Supplied information:
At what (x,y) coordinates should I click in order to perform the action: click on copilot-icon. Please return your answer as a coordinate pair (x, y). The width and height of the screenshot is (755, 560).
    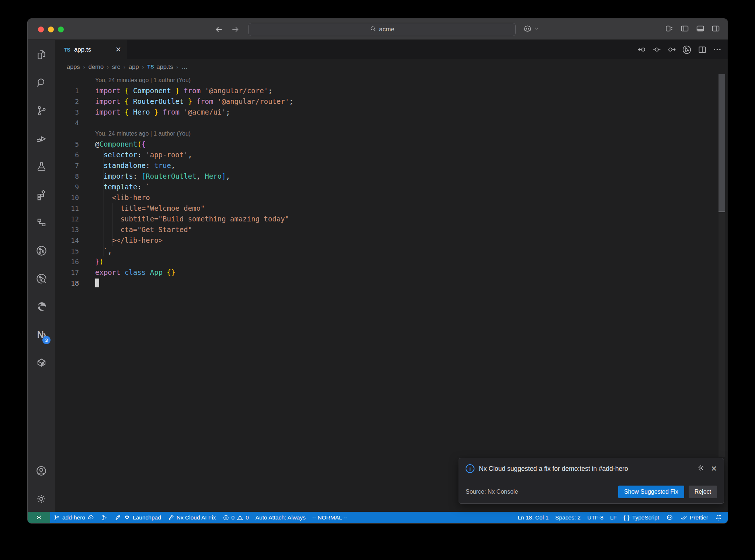
    Looking at the image, I should click on (528, 29).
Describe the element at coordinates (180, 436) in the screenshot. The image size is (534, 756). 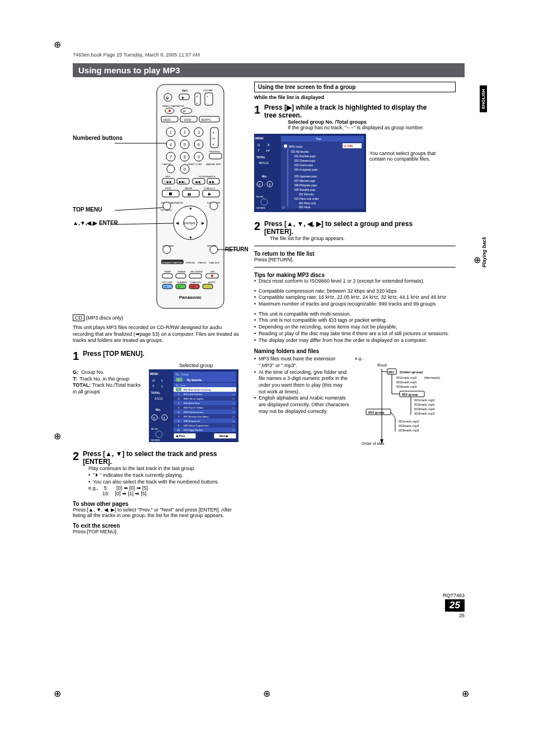
I see `svg-text: ◀ Prev.` at that location.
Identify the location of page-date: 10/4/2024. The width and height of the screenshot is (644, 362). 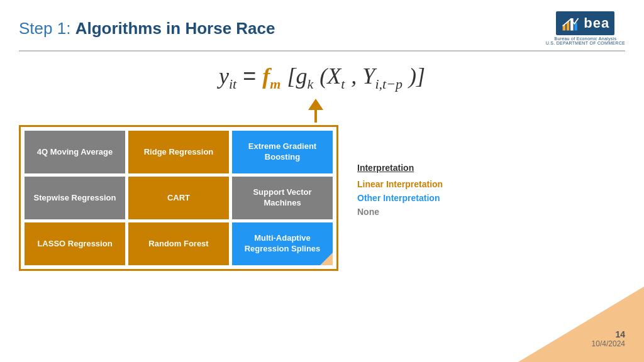
(609, 344).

Problem to work on:
Please, leaving out all pictures, transcribe exactly the lines above from the one containing "Describe the element" through the final line, both included.

Answer box:
Describe the element at coordinates (180, 436) in the screenshot. The image size is (534, 756). 
I see `svg-text: ◀ Prev.` at that location.
Identify the location of page-date: 10/4/2024. The width and height of the screenshot is (644, 362). 
(609, 344).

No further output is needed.